Lacock Abbey and the Davenport Papers: Reassessing Slavery Connections in the Talbot Line
The Lacock Papers
This article is part of the ongoing research of the Trust for Records of Enslavement and Emancipation (TREE). TREE works to preserve, interpret, and share archival records of enslavement and emancipation, connecting them to the histories of families, estates, and institutions across Britain.
In 2020 the National Trust published its Colonialism and Historic Slavery report. For Lacock Abbey, the report highlighted John Rock Grosett MP, a tenant in the 1820s who received compensation for enslaved people in Jamaica. This narrative positioned slavery wealth as something that arrived at Lacock from outside the family, through a temporary tenant.
Research undertaken by the Trust for Records of Enslavement and Emancipation (TREE) now suggests a broader and more complex picture. Archival evidence preserved at the Wiltshire and Swindon History Centre shows that slavery-linked wealth entered the Talbot family line itself. This connection stretches back more than a century before Grosett, through the Davenport family, whose papers reveal direct involvement in the East India Company’s trade in enslaved people.
The Davenport line did not remain separate. Through a sequence of marriages with the Talbots and the Ivory family, Davenport wealth became intertwined with Lacock Abbey’s inheritance. By the early nineteenth century, William Henry Fox Talbot, the pioneer of photography, was an heir not only to Lacock but also to financial resources rooted in his great-grandfather Henry Davenport’s mercantile career.
The archival evidence is clear. Henry Davenport’s account book records the sale of four enslaved boys and one woman in July 1711. His bonds and estate papers include receipts for a “slave boy” named Dick and a “slave wench” named Diana in 1713 and 1714. Bills of lading from the same period preserve a further bill of sale for a “slave wench” as well as financial dealings with senior East India Company officials such as Thomas Pitt and Bernard Benyon. Together, these documents confirm that Davenport’s wealth derived in part from direct involvement in the trade in enslaved people.
This wealth was not lost to the family. Henry Davenport married Barbara Ivory, linking his descendants directly to the Talbots of Lacock. Their son, the Reverend William Davenport (1725–1781), married Jane Ivory Talbot. When John Talbot died without an heir in 1778, the Davenports inherited Lacock. From that point, Davenport capital and Talbot landholding were joined.
The inheritance continued into the nineteenth century. In 1821 William Henry Fox Talbot received more than £10,500 from the Davenport side of his family, equivalent to nearly one million pounds today. Trust papers confirm that this inheritance was managed by trustees including the Earl of Ilchester, preserving the value of capital originally generated in the early eighteenth century through East India Company ventures that included enslaved people.
The portraits hanging in Lacock Abbey reflect this history, though their captions do not. The portrait of Henry Davenport (1677–1731) currently highlights his marriages but makes no mention of his role in the East India Company or his documented involvement in the slave trade. The portrait of Reverend William Davenport (1725–1781) describes his clerical career and the inheritance of Lacock “by chance,” overlooking the reality that his position was built on the consolidation of Davenport wealth with the Talbot and Ivory families.
Taken together, the documents and the portraits tell a story that has been absent from public interpretation. Lacock Abbey was not only the home of photography. It was also a site where slavery-derived wealth was embedded, transmitted, and displayed across generations. TREE’s research adds this layer to the narrative, placing archival evidence into dialogue with family history and material culture.
References
Wiltshire & Swindon History Centre, Lacock Abbey Collection:
2664/3/2D/2/96 (Henry Davenport account book, 1711–1714)
2664/3/2D/1/13 (Bonds and receipts referencing enslaved people, 1710–1730)
2664/3/2D/2/73 (Bills of lading and bill of sale for “slave wench,” 1706–1716)
2664/3/2B/135 (Letters to Henry Davenport at Fort St George, 1708–1713)
2664/3/2B/158 (Letters and accounts, including Deputy Governorship, 1711–1729)
2664/1/2A/577, 2664/1/2A/576 (Fox Talbot inheritance records, 1821)
National Trust Collections: Portrait of Henry Davenport (object 996341); Portrait of Rev. William Davenport (object 996333).
National Trust, Colonialism and Historic Slavery Report (2020).
About TREE
The Trust for Records of Enslavement and Emancipation (TREE) is dedicated to uncovering, preserving, and interpreting archival records of enslavement and emancipation. Our mission is to connect these histories to the present, ensuring they are accessible for education, heritage, and public understanding.
This article is part of TREE’s Lacock Papers series. The full series explores how slavery wealth entered the Talbot family line at Lacock Abbey.
This research note was prepared by Matt Johnston, Founder & Trustee of the Trust for Records of Enslavement and Emancipation (TREE).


Aim of the task:
Write out the listing from the line with "Image resolution: width=1179" to the line with "Describe the element at coordinates (280, 44)", both lines included, exactly and nothing beyond. Leave pictures out.

Provided data:

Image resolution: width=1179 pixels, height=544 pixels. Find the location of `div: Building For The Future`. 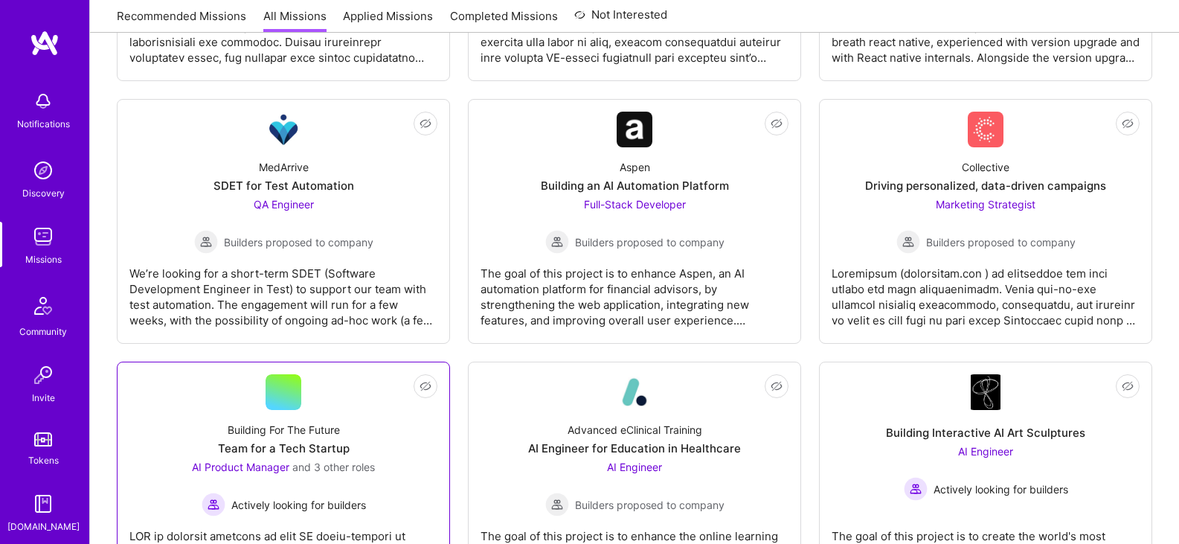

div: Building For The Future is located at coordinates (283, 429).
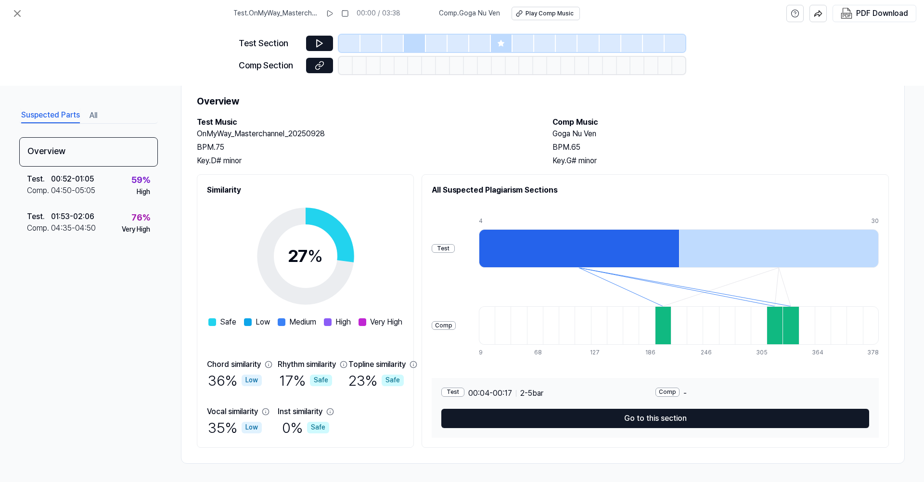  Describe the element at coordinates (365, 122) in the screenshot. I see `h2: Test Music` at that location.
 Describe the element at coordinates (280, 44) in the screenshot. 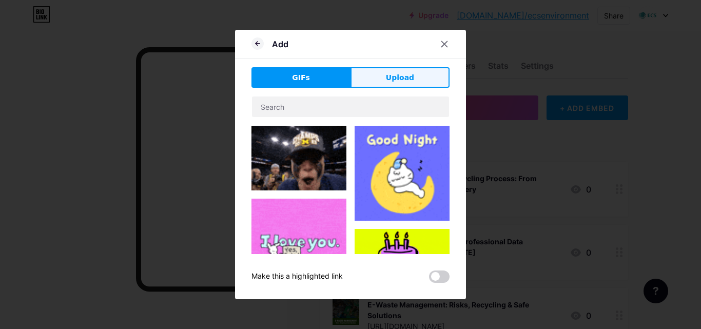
* * *
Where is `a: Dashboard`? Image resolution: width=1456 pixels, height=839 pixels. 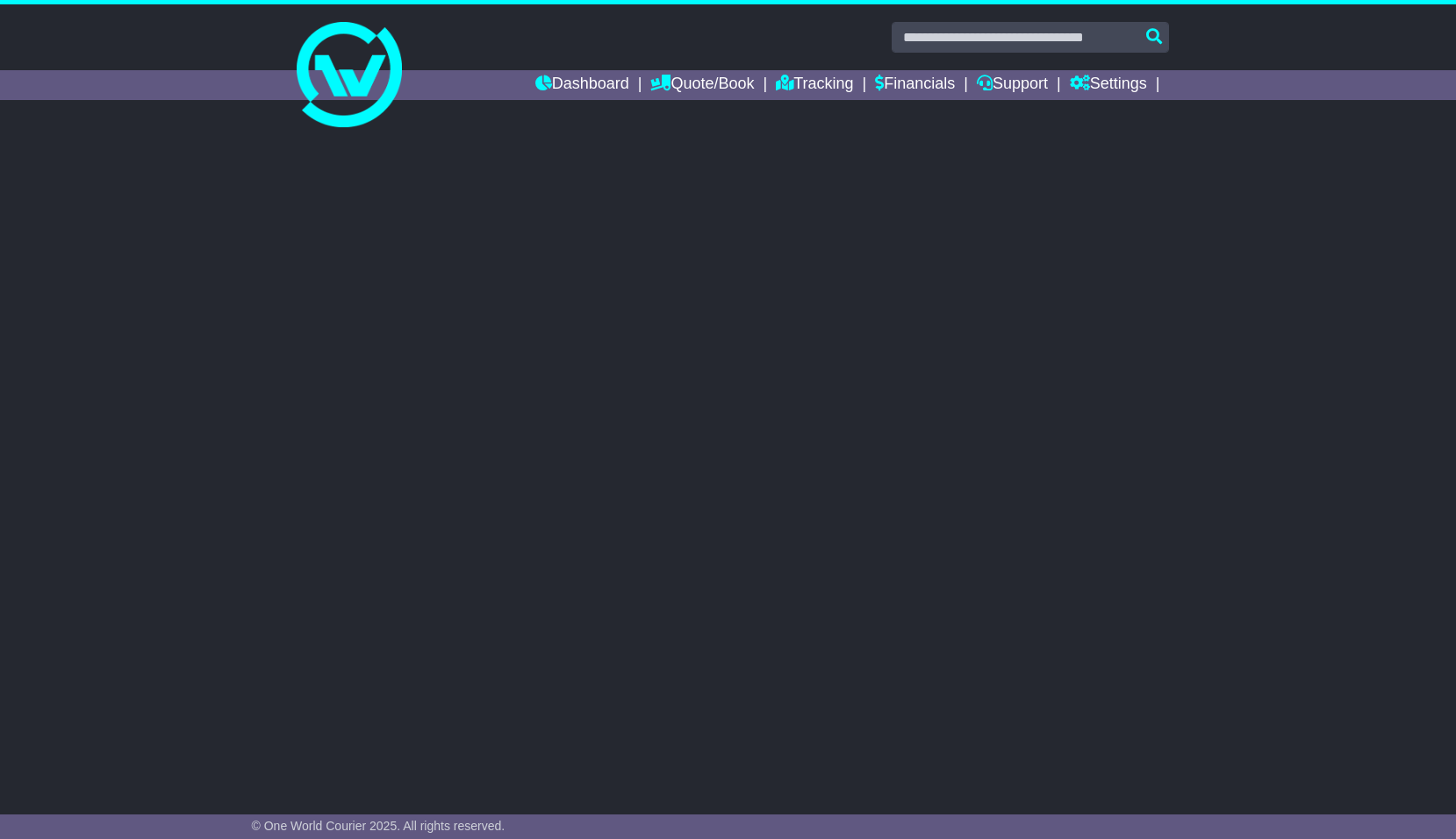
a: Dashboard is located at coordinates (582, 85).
...
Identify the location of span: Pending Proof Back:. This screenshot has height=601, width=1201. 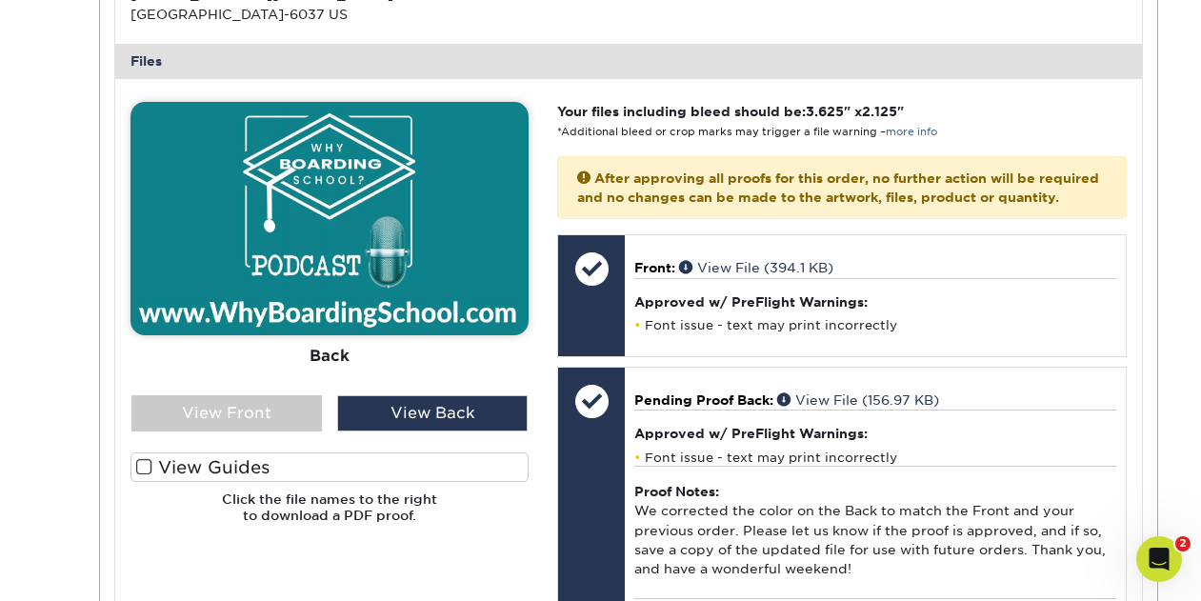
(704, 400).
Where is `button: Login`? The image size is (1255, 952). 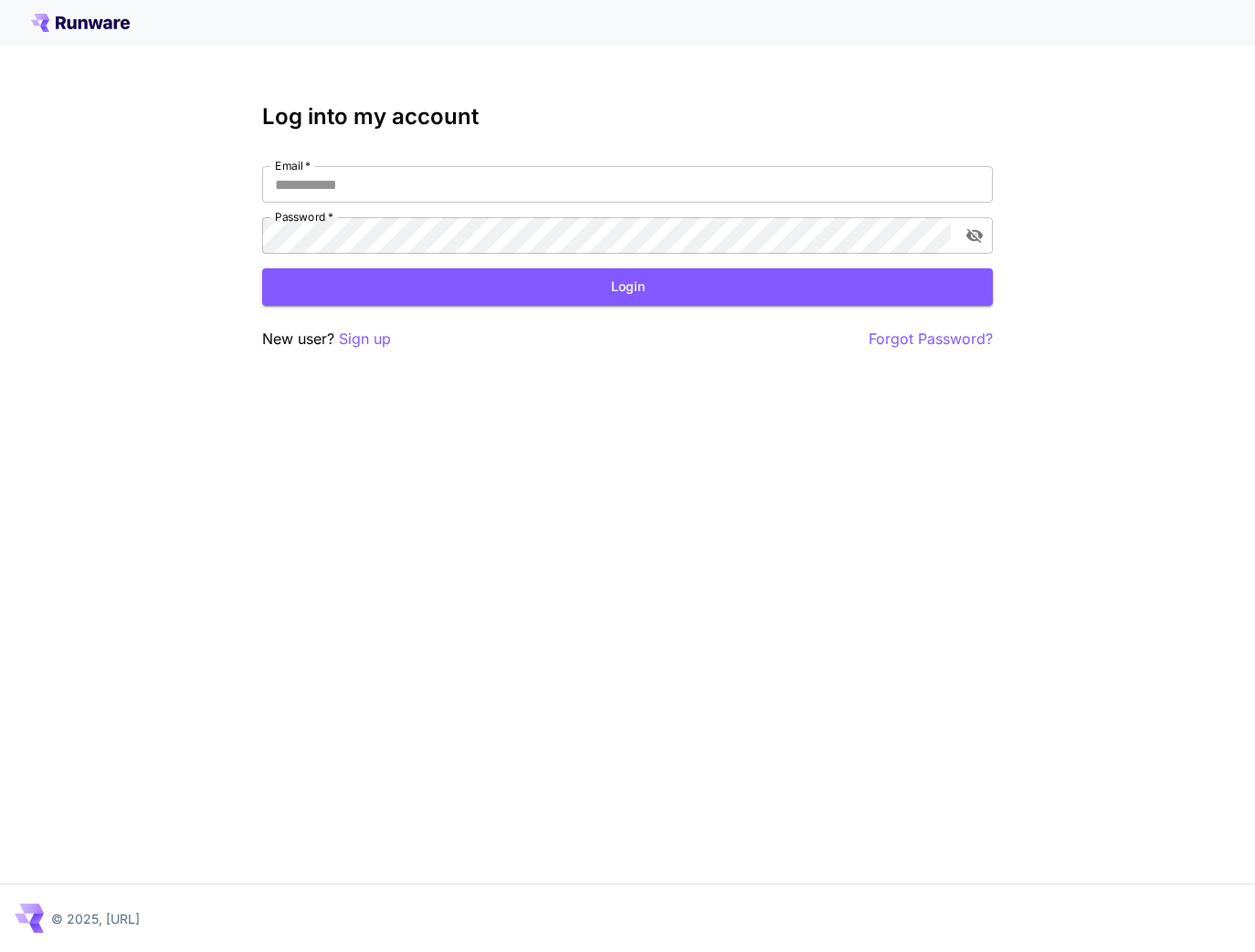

Response area:
Image resolution: width=1179 pixels, height=544 pixels. Find the location of `div: Building For The Future`. 

div: Building For The Future is located at coordinates (283, 429).
  Describe the element at coordinates (365, 122) in the screenshot. I see `h2: Test Music` at that location.
 Describe the element at coordinates (280, 44) in the screenshot. 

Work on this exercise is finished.